### [Aim of the exercise]
Copy out exactly, and only, the lines from the one containing "This screenshot has height=794, width=1412." through the end of the entries. No pictures.
── Supplied data
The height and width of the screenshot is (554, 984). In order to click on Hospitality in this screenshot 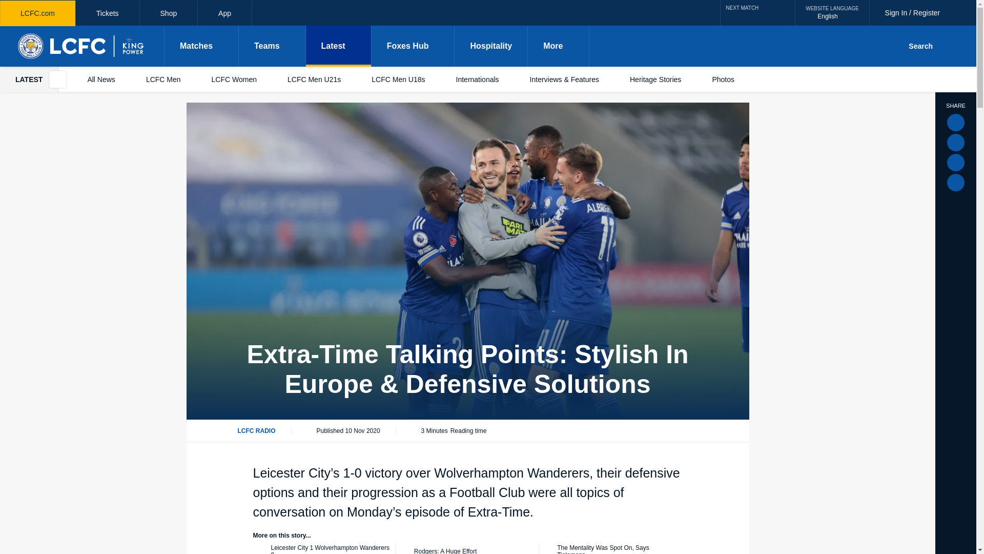, I will do `click(491, 46)`.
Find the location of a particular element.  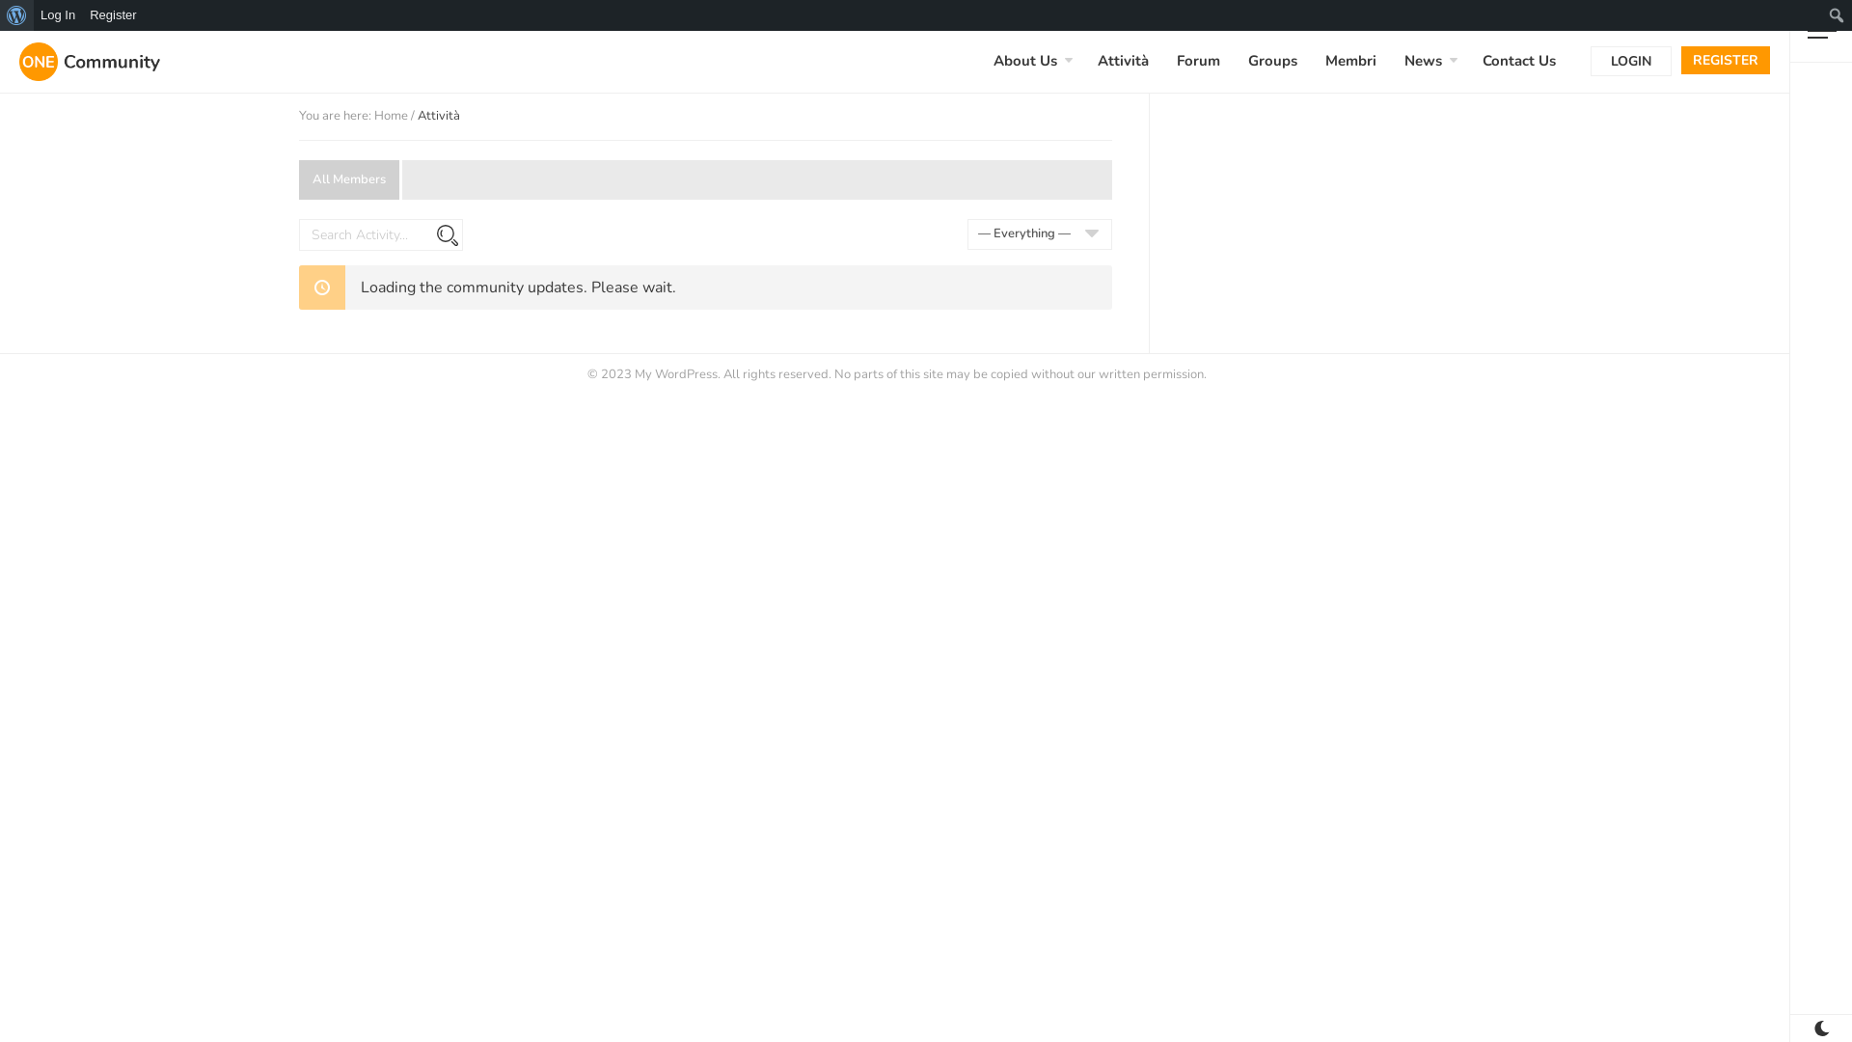

Home is located at coordinates (392, 116).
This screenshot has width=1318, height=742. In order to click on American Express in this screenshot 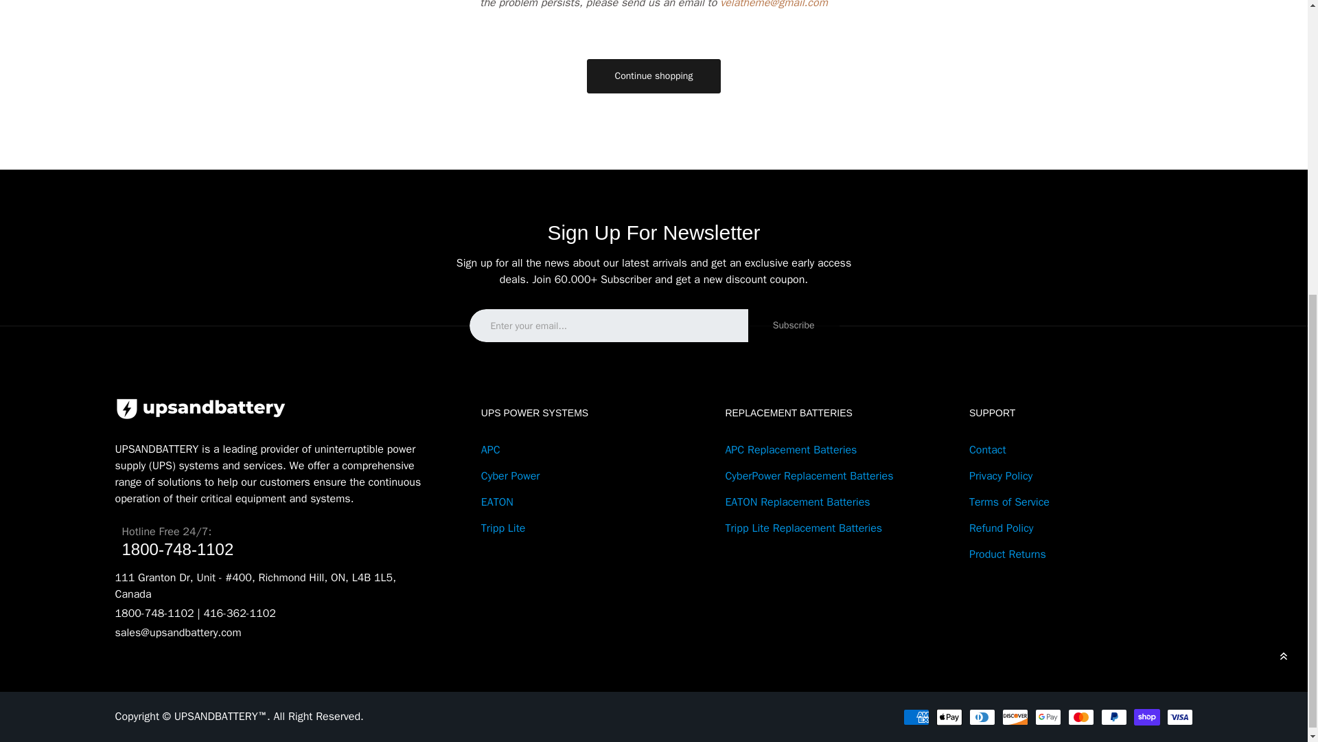, I will do `click(916, 717)`.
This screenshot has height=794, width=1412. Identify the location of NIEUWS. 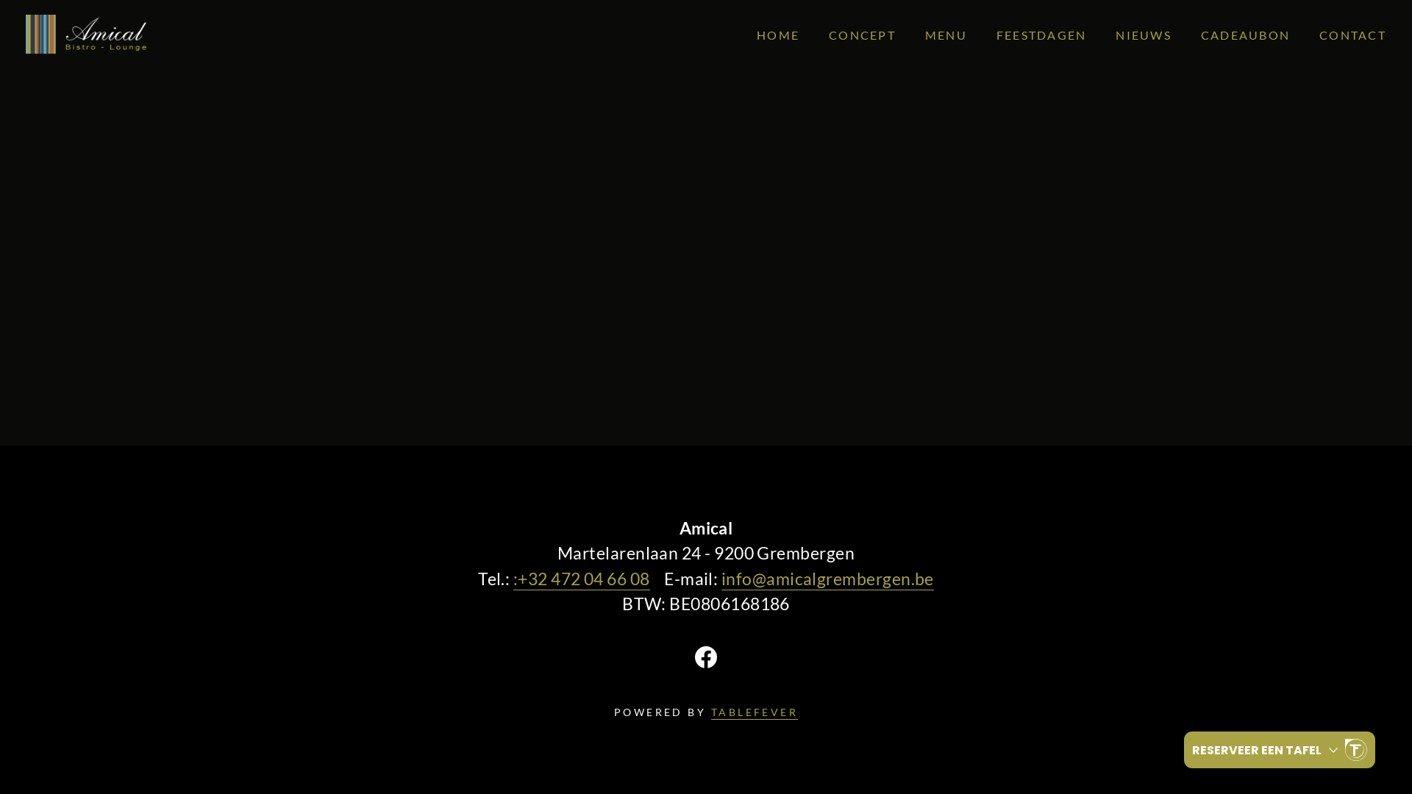
(1144, 35).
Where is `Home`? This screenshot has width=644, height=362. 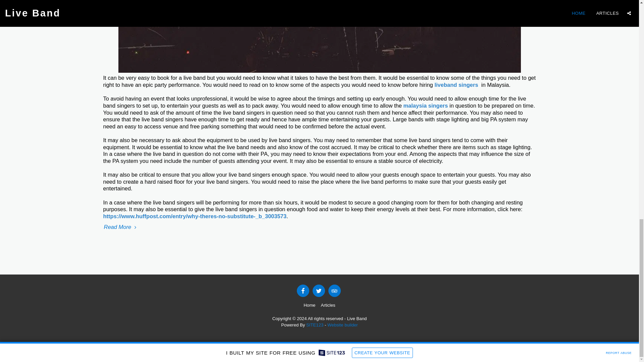
Home is located at coordinates (309, 305).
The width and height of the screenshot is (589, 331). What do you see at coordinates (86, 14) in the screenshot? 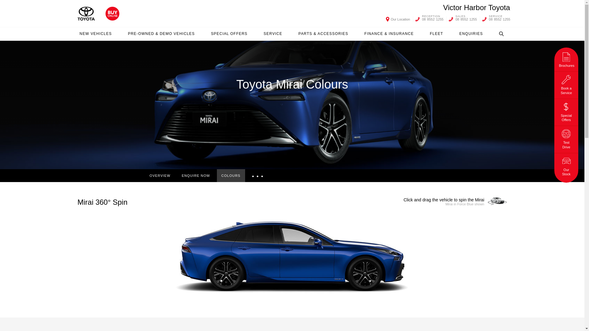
────
### [Expected output]
This screenshot has height=794, width=1412. Identify the location of NIEUWS. 
(1144, 35).
Where is `Home`? This screenshot has width=644, height=362. 
Home is located at coordinates (309, 305).
The width and height of the screenshot is (589, 331). What do you see at coordinates (86, 14) in the screenshot? 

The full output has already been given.